My first touchscreen phone wears Prada: literally.
Its designer and its swish with a Prada logo on the phone, a Prada leather protective case and in a Prada box; that these days serves as a jewellery box for me. Not that I brought it because of its designer labels but because of its amazing features.
LG KE850 Prada Silver was a touch screen phone, the first mobile phone with a capacitive touchscreen and no need for a stylus, with an amazing main Screen Size and Resolution of 240 x 400 pixels, 3 inches.
The touchscreen automatically adapted to whichever application you were using and meant there was no need for buttons, just 3 small slim ones at the bottom of the phone, leaving maximum space for the impressive 16 million color LCD display.
As the first touchscreen phone of its kind, it was not only my first touch screen phone but anybody who brought it, and yet it was not expensive at all even at its time of release in January 2008.
The camera was a step up from my first flip phone the Razr at 2 mega pixels with a built in flash, video capture also and a SD memory card slot that meant a lot of the photos of the first 2 years of my daughters life were taken on my phone.
The LG Prada Silver weighed 85 grams and was 98.8 × 54 × 12 mm thick; or should I say thin. It had no need for a slide out QWERTY keyboard like its predecessor; it had a virtual one.
The QWERTY keypad was a winner for me and a feature I had never had on a phone before. If you loved texting and browsing the internet this was the phone for you, which makes sense because it came from ‘Phones 4 U’
It was also an impressive mp3 player and a radio feature, which by the time of its release was starting to become a standard feature for the latest most expensive model phones.
When I took the phone to america with me on vacation in 2008 it impressed everyone who saw it, the popular phone of choice being a sidekick with a QWERTY keypad but without touch screen capabilities.
LG claimed that the iPhone stole its design from the Prada phone and I have to say it was a great prelude to my first iPhone, a sturdy phone that is still intact and working to this day.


▶ _EXERCISE REQUIREMENTS_:
Wherever a line holds the word "column", copy that line from the data.
|---|
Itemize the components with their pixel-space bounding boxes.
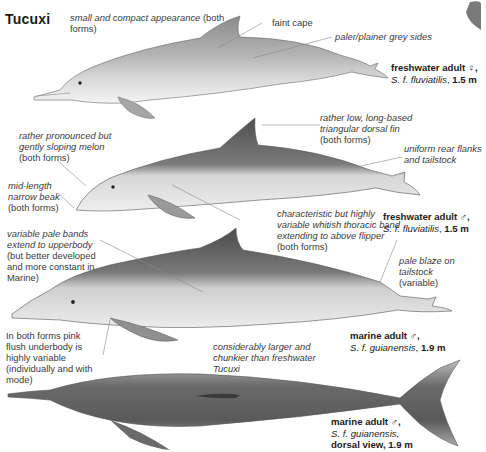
annotation-paler-sides: paler/plainer grey sides (335, 31, 432, 42)
annotation-pale-bands-italic: variable pale bands extend to upperbody (7, 228, 92, 250)
annotation-melon-italic: rather pronounced but gently sloping mel… (19, 130, 111, 152)
caption-form: freshwater adult ♀, (391, 62, 478, 73)
annotation-pale-blaze: pale blaze on tailstock(variable) (399, 255, 484, 288)
annotation-thoracic-italic: characteristic but highly variable whiti… (277, 208, 400, 241)
caption-species: S. f. guianensis, (331, 428, 399, 439)
annotation-dorsal-fin-rest: (both forms) (320, 134, 371, 145)
caption-form: marine adult ♂, (350, 330, 420, 341)
annotation-pale-blaze-rest: (variable) (399, 277, 438, 288)
caption-freshwater-female: freshwater adult ♀,S. f. fluviatilis, 1.… (391, 62, 478, 85)
annotation-faint-cape: faint cape (272, 17, 313, 28)
page-title: Tucuxi (5, 11, 50, 27)
caption-form: marine adult ♂, (331, 416, 401, 427)
caption-species: S. f. fluviatilis (391, 74, 447, 85)
annotation-melon: rather pronounced but gently sloping mel… (19, 130, 134, 163)
caption-freshwater-male: freshwater adult ♂,S. f. fluviatilis, 1.… (383, 211, 470, 234)
annotation-beak: mid-length narrow beak(both forms) (8, 180, 68, 213)
annotation-pink-flush: In both forms pink flush underbody is hi… (6, 330, 101, 385)
annotation-dorsal-fin: rather low, long-based triangular dorsal… (320, 112, 440, 145)
caption-size: 1.5 m (452, 74, 477, 85)
annotation-compact-italic: small and compact appearance (70, 12, 200, 23)
annotation-pale-blaze-italic: pale blaze on tailstock (399, 255, 455, 277)
annotation-thoracic-rest: (both forms) (277, 241, 328, 252)
annotation-rear-flanks: uniform rear flanks and tailstock (404, 143, 486, 165)
caption-species: S. f. fluviatilis (383, 223, 439, 234)
annotation-melon-rest: (both forms) (19, 152, 70, 163)
annotation-pale-bands: variable pale bands extend to upperbody … (7, 228, 107, 283)
caption-size: 1.5 m (444, 223, 469, 234)
adjacent-figure-fragment (466, 1, 481, 30)
annotation-beak-rest: (both forms) (8, 202, 59, 213)
caption-size: dorsal view, 1.9 m (331, 439, 413, 450)
annotation-dorsal-fin-italic: rather low, long-based triangular dorsal… (320, 112, 412, 134)
annotation-pale-bands-rest: (but better developed and more constant … (7, 250, 96, 283)
caption-marine-dorsal: marine adult ♂,S. f. guianensis,dorsal v… (331, 416, 413, 451)
annotation-beak-italic: mid-length narrow beak (8, 180, 60, 202)
annotation-compact: small and compact appearance (both forms… (70, 12, 230, 34)
caption-marine-male: marine adult ♂,S. f. guianensis, 1.9 m (350, 330, 446, 353)
caption-form: freshwater adult ♂, (383, 211, 470, 222)
annotation-larger: considerably larger and chunkier than fr… (213, 341, 331, 374)
caption-species: S. f. guianensis (350, 342, 416, 353)
caption-size: 1.9 m (421, 342, 446, 353)
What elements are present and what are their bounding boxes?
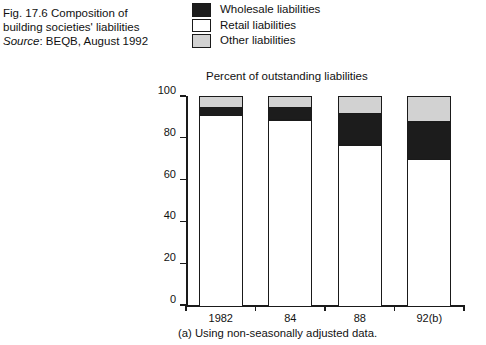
y-axis-tick-label: 80 xyxy=(150,126,176,138)
y-axis-tick xyxy=(180,221,186,222)
x-axis-tick xyxy=(394,305,395,311)
y-axis-tick xyxy=(180,137,186,138)
y-axis-tick xyxy=(180,263,186,264)
x-axis-tick xyxy=(255,305,256,311)
y-axis-tick-label-wrap: 60 xyxy=(150,174,176,186)
y-axis-tick-label-wrap: 100 xyxy=(150,90,176,102)
y-axis-tick xyxy=(180,95,186,96)
bar-segment-divider xyxy=(200,107,242,108)
bar-segment-retail xyxy=(339,145,381,306)
bar-segment-divider xyxy=(200,115,242,116)
y-axis-tick-label: 0 xyxy=(150,293,176,305)
x-axis-category-label: 88 xyxy=(354,312,366,324)
x-axis-category-label: 92(b) xyxy=(416,312,442,324)
y-axis-line xyxy=(186,96,188,306)
bar-column[interactable] xyxy=(199,96,243,305)
bar-segment-wholesale xyxy=(269,107,311,120)
bar-segment-divider xyxy=(339,144,381,145)
bar-segment-retail xyxy=(200,116,242,306)
y-axis-tick-label-wrap: 20 xyxy=(150,257,176,269)
y-axis-tick xyxy=(180,179,186,180)
y-axis-tick-label: 100 xyxy=(150,84,176,96)
bar-segment-retail xyxy=(269,120,311,306)
y-axis-tick-label-wrap: 0 xyxy=(150,299,176,311)
bar-segment-wholesale xyxy=(408,122,450,160)
bar-segment-other xyxy=(408,97,450,122)
y-axis-tick-label-wrap: 40 xyxy=(150,215,176,227)
bar-segment-wholesale xyxy=(339,114,381,145)
x-axis-tick xyxy=(324,305,325,311)
y-axis-tick-label: 20 xyxy=(150,251,176,263)
bar-segment-divider xyxy=(408,121,450,122)
chart-axis-title: Percent of outstanding liabilities xyxy=(206,70,368,82)
bar-segment-other xyxy=(339,97,381,114)
x-axis-category-label: 84 xyxy=(284,312,296,324)
y-axis-tick-label: 60 xyxy=(150,168,176,180)
bar-segment-divider xyxy=(269,119,311,120)
x-axis-tick xyxy=(185,305,186,311)
y-axis-tick-label: 40 xyxy=(150,209,176,221)
bar-segment-divider xyxy=(408,159,450,160)
y-axis-tick-label-wrap: 80 xyxy=(150,132,176,144)
bar-segment-divider xyxy=(269,107,311,108)
chart-plot-area: Percent of outstanding liabilities 02040… xyxy=(0,0,486,345)
bar-segment-divider xyxy=(339,113,381,114)
bar-column[interactable] xyxy=(407,96,451,305)
x-axis-category-label: 1982 xyxy=(209,312,233,324)
x-axis-tick xyxy=(463,305,464,311)
bar-column[interactable] xyxy=(268,96,312,305)
bar-column[interactable] xyxy=(338,96,382,305)
figure-root: Fig. 17.6 Composition of building societ… xyxy=(0,0,486,345)
bar-segment-retail xyxy=(408,160,450,306)
chart-footnote: (a) Using non-seasonally adjusted data. xyxy=(178,327,377,339)
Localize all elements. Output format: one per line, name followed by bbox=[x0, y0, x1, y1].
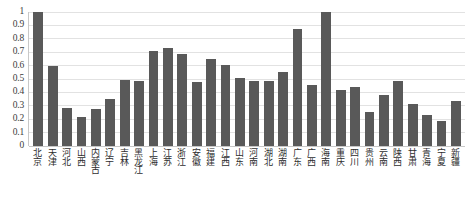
x-axis-tick: 重庆 bbox=[333, 148, 347, 206]
bar bbox=[307, 85, 317, 146]
x-axis-tick: 内蒙古 bbox=[88, 148, 102, 206]
y-axis: 10.90.80.70.60.50.40.30.20.10 bbox=[0, 12, 27, 146]
x-axis-tick: 黑龙江 bbox=[131, 148, 145, 206]
bar-slot bbox=[406, 12, 420, 146]
x-axis-tick: 安徽 bbox=[188, 148, 202, 206]
x-axis-tick: 广西 bbox=[304, 148, 318, 206]
bar-slot bbox=[377, 12, 391, 146]
bar-slot bbox=[391, 12, 405, 146]
x-axis-tick-label: 江苏 bbox=[162, 148, 171, 165]
x-axis-tick-label: 吉林 bbox=[119, 148, 128, 165]
y-axis-tick-label: 1 bbox=[19, 7, 24, 17]
bar bbox=[393, 81, 403, 146]
bar-slot bbox=[189, 12, 203, 146]
bar bbox=[77, 117, 87, 146]
bar-slot bbox=[276, 12, 290, 146]
x-axis-tick: 吉林 bbox=[116, 148, 130, 206]
bar bbox=[206, 59, 216, 146]
x-axis-tick: 河北 bbox=[59, 148, 73, 206]
y-axis-tick-label: 0.1 bbox=[13, 128, 24, 138]
bar-slot bbox=[89, 12, 103, 146]
x-axis-tick-label: 河北 bbox=[61, 148, 70, 165]
bar-slot bbox=[218, 12, 232, 146]
bar bbox=[149, 51, 159, 146]
bar bbox=[422, 115, 432, 146]
bar-slot bbox=[117, 12, 131, 146]
bar-slot bbox=[233, 12, 247, 146]
x-axis-tick: 四川 bbox=[347, 148, 361, 206]
bar bbox=[437, 121, 447, 146]
x-axis-tick-label: 上海 bbox=[148, 148, 157, 165]
bar bbox=[235, 78, 245, 146]
bar-slot bbox=[161, 12, 175, 146]
x-axis-tick: 贵州 bbox=[361, 148, 375, 206]
x-axis-tick-label: 海南 bbox=[321, 148, 330, 165]
x-axis-tick: 浙江 bbox=[174, 148, 188, 206]
bar bbox=[379, 95, 389, 146]
x-axis-tick-label: 山西 bbox=[76, 148, 85, 165]
bar-slot bbox=[420, 12, 434, 146]
x-axis-tick-label: 新疆 bbox=[450, 148, 459, 165]
bar-slot bbox=[348, 12, 362, 146]
x-axis-tick: 甘肃 bbox=[405, 148, 419, 206]
x-axis-tick: 广东 bbox=[289, 148, 303, 206]
x-axis-tick: 青海 bbox=[419, 148, 433, 206]
x-axis-tick: 河南 bbox=[246, 148, 260, 206]
y-axis-tick-label: 0.8 bbox=[13, 34, 24, 44]
x-axis-tick-label: 天津 bbox=[47, 148, 56, 165]
bar-slot bbox=[74, 12, 88, 146]
bar bbox=[264, 81, 274, 146]
x-axis-tick: 宁夏 bbox=[433, 148, 447, 206]
x-axis-tick-label: 四川 bbox=[350, 148, 359, 165]
x-axis-tick-label: 辽宁 bbox=[105, 148, 114, 165]
y-axis-tick-label: 0.2 bbox=[13, 114, 24, 124]
y-axis-tick-label: 0.7 bbox=[13, 47, 24, 57]
bar bbox=[62, 108, 72, 146]
bar-slot bbox=[334, 12, 348, 146]
bar bbox=[48, 66, 58, 146]
bar-slot bbox=[262, 12, 276, 146]
y-axis-tick-label: 0.4 bbox=[13, 88, 24, 98]
x-axis-tick: 湖北 bbox=[261, 148, 275, 206]
y-axis-tick-label: 0.3 bbox=[13, 101, 24, 111]
bar-slot bbox=[146, 12, 160, 146]
x-axis-tick-label: 湖北 bbox=[263, 148, 272, 165]
bar-slot bbox=[449, 12, 463, 146]
x-axis-tick: 上海 bbox=[145, 148, 159, 206]
x-axis-tick-label: 陕西 bbox=[393, 148, 402, 165]
x-axis-tick: 陕西 bbox=[390, 148, 404, 206]
x-axis-tick-label: 宁夏 bbox=[436, 148, 445, 165]
x-axis-tick: 江西 bbox=[217, 148, 231, 206]
x-axis-tick-label: 重庆 bbox=[335, 148, 344, 165]
bar-chart: 10.90.80.70.60.50.40.30.20.10 北京天津河北山西内蒙… bbox=[0, 0, 467, 209]
bar-slot bbox=[103, 12, 117, 146]
x-axis-tick-label: 青海 bbox=[422, 148, 431, 165]
x-axis-tick: 福建 bbox=[203, 148, 217, 206]
y-axis-tick-label: 0 bbox=[19, 141, 24, 151]
x-axis-tick-label: 河南 bbox=[249, 148, 258, 165]
bar bbox=[192, 82, 202, 146]
x-axis-tick-label: 福建 bbox=[205, 148, 214, 165]
bar bbox=[105, 99, 115, 146]
x-axis-tick-label: 江西 bbox=[220, 148, 229, 165]
bar bbox=[365, 112, 375, 146]
x-axis-tick-label: 黑龙江 bbox=[133, 148, 142, 174]
bar bbox=[350, 87, 360, 146]
x-axis-tick: 新疆 bbox=[448, 148, 462, 206]
x-axis-tick: 辽宁 bbox=[102, 148, 116, 206]
x-axis-tick-label: 广西 bbox=[306, 148, 315, 165]
x-axis-tick: 江苏 bbox=[160, 148, 174, 206]
bar bbox=[91, 109, 101, 146]
bar bbox=[278, 72, 288, 146]
bar bbox=[163, 48, 173, 146]
bar bbox=[408, 104, 418, 146]
bar bbox=[451, 101, 461, 146]
bar bbox=[321, 12, 331, 146]
x-axis-tick-label: 安徽 bbox=[191, 148, 200, 165]
x-axis-tick: 云南 bbox=[376, 148, 390, 206]
y-axis-tick-label: 0.6 bbox=[13, 61, 24, 71]
bar bbox=[33, 12, 43, 146]
x-axis-tick-label: 广东 bbox=[292, 148, 301, 165]
bar-slot bbox=[132, 12, 146, 146]
bar-slot bbox=[319, 12, 333, 146]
|---|
▶ _RESULT FOR THIS EXERCISE_:
bar-column[interactable] xyxy=(199,96,243,305)
bar-column[interactable] xyxy=(407,96,451,305)
bar-column[interactable] xyxy=(268,96,312,305)
bar-column[interactable] xyxy=(338,96,382,305)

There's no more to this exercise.